EconPapers    
Economics at your fingertips  
 

Economic transformation, population growth and the long-run world income distribution

Marcos Chamon () and Michael Kremer

Journal of International Economics, 2009, vol. 79, issue 1, 20-30

Abstract: We present and calibrate a model where trade with advanced economies spurs development, and trade opportunities depend on the relative population in advanced and developing countries. As developing countries become advanced, prospects improve for the remaining developing countries. If population growth differentials between developing and advanced economies are small, economic development accelerates over time. Otherwise, long-run global prosperity requires a sufficiently large initial population in advanced countries. More open countries develop faster, but more openness by all developing countries may only modestly increase their aggregate growth. China's development may hurt developing countries in the short-run, but improves their long-run prospects.

Keywords: Economic; development; International; trade; Population; growth (search for similar items in EconPapers)
Date: 2009
References: View references in EconPapers View complete reference list from CitEc
Citations: View citations in EconPapers (18)

Downloads: (external link)
http://www.sciencedirect.com/science/article/pii/S0022-1996(09)00064-6
Full text for ScienceDirect subscribers only

Related works:
Working Paper: Economic Transformation, Population Growth, and the Long-Run World Income Distribution (2006) Downloads
Working Paper: Economic Transformation, Population Growth and the Long-Run World Income Distribution (2006) Downloads
This item may be available elsewhere in EconPapers: Search for items with the same title.

Export reference: BibTeX RIS (EndNote, ProCite, RefMan) HTML/Text

Persistent link: https://EconPapers.repec.org/RePEc:eee:inecon:v:79:y:2009:i:1:p:20-30

Access Statistics for this article

Journal of International Economics is currently edited by Gourinchas, Pierre-Olivier and Rodríguez-Clare, Andrés

More articles in Journal of International Economics from Elsevier
Bibliographic data for series maintained by Catherine Liu ().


## Your goal
Please give an exact transcription of the records shown below.

Records from a collection:

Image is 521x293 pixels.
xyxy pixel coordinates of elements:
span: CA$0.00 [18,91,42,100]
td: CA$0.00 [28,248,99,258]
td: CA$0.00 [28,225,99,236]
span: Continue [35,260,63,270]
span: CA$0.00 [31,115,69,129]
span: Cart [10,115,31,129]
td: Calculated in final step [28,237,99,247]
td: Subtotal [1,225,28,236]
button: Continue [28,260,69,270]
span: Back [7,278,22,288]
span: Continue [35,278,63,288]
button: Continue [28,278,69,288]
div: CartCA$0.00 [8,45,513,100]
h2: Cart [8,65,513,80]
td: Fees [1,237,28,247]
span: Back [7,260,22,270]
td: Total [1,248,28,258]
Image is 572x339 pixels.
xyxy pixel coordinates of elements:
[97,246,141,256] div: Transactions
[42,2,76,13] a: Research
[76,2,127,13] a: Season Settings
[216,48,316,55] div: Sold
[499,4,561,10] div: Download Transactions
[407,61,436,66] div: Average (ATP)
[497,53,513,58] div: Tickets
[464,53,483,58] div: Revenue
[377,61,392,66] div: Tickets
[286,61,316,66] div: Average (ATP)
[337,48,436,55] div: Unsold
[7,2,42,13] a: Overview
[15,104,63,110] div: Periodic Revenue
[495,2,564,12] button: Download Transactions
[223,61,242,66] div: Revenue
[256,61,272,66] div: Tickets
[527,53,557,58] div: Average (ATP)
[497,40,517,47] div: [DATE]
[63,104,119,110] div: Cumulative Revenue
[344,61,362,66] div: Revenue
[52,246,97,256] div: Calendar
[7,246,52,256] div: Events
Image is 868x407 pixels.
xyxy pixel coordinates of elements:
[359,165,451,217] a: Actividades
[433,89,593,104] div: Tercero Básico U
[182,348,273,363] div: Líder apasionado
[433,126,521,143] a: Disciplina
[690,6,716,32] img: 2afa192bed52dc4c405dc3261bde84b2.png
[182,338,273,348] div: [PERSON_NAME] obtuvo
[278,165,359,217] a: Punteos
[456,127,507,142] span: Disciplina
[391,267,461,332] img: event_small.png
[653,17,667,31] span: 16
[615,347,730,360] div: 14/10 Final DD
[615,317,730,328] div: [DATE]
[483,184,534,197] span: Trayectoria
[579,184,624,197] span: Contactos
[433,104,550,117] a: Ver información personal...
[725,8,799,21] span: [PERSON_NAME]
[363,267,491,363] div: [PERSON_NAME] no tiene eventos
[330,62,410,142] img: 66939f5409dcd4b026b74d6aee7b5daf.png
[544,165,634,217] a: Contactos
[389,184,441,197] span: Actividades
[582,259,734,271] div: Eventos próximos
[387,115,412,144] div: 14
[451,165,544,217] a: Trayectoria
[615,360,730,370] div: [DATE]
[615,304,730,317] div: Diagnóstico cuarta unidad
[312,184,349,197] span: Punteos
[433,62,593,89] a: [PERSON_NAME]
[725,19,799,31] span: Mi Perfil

## Completed exercise
Image is 521x293 pixels.
xyxy pixel coordinates of elements:
span: CA$0.00 [18,91,42,100]
td: CA$0.00 [28,248,99,258]
td: CA$0.00 [28,225,99,236]
span: Continue [35,260,63,270]
span: CA$0.00 [31,115,69,129]
span: Cart [10,115,31,129]
td: Calculated in final step [28,237,99,247]
td: Subtotal [1,225,28,236]
button: Continue [28,260,69,270]
span: Back [7,278,22,288]
span: Continue [35,278,63,288]
button: Continue [28,278,69,288]
div: CartCA$0.00 [8,45,513,100]
h2: Cart [8,65,513,80]
td: Fees [1,237,28,247]
span: Back [7,260,22,270]
td: Total [1,248,28,258]
Image is 572x339 pixels.
xyxy pixel coordinates of elements:
[97,246,141,256] div: Transactions
[42,2,76,13] a: Research
[76,2,127,13] a: Season Settings
[216,48,316,55] div: Sold
[499,4,561,10] div: Download Transactions
[407,61,436,66] div: Average (ATP)
[497,53,513,58] div: Tickets
[464,53,483,58] div: Revenue
[377,61,392,66] div: Tickets
[286,61,316,66] div: Average (ATP)
[337,48,436,55] div: Unsold
[7,2,42,13] a: Overview
[15,104,63,110] div: Periodic Revenue
[495,2,564,12] button: Download Transactions
[223,61,242,66] div: Revenue
[256,61,272,66] div: Tickets
[527,53,557,58] div: Average (ATP)
[497,40,517,47] div: [DATE]
[63,104,119,110] div: Cumulative Revenue
[344,61,362,66] div: Revenue
[52,246,97,256] div: Calendar
[7,246,52,256] div: Events
Image is 868x407 pixels.
xyxy pixel coordinates of elements:
[359,165,451,217] a: Actividades
[433,89,593,104] div: Tercero Básico U
[182,348,273,363] div: Líder apasionado
[433,126,521,143] a: Disciplina
[690,6,716,32] img: 2afa192bed52dc4c405dc3261bde84b2.png
[182,338,273,348] div: [PERSON_NAME] obtuvo
[278,165,359,217] a: Punteos
[456,127,507,142] span: Disciplina
[391,267,461,332] img: event_small.png
[653,17,667,31] span: 16
[615,347,730,360] div: 14/10 Final DD
[615,317,730,328] div: [DATE]
[483,184,534,197] span: Trayectoria
[579,184,624,197] span: Contactos
[433,104,550,117] a: Ver información personal...
[725,8,799,21] span: [PERSON_NAME]
[363,267,491,363] div: [PERSON_NAME] no tiene eventos
[330,62,410,142] img: 66939f5409dcd4b026b74d6aee7b5daf.png
[544,165,634,217] a: Contactos
[389,184,441,197] span: Actividades
[582,259,734,271] div: Eventos próximos
[387,115,412,144] div: 14
[451,165,544,217] a: Trayectoria
[615,360,730,370] div: [DATE]
[615,304,730,317] div: Diagnóstico cuarta unidad
[312,184,349,197] span: Punteos
[433,62,593,89] a: [PERSON_NAME]
[725,19,799,31] span: Mi Perfil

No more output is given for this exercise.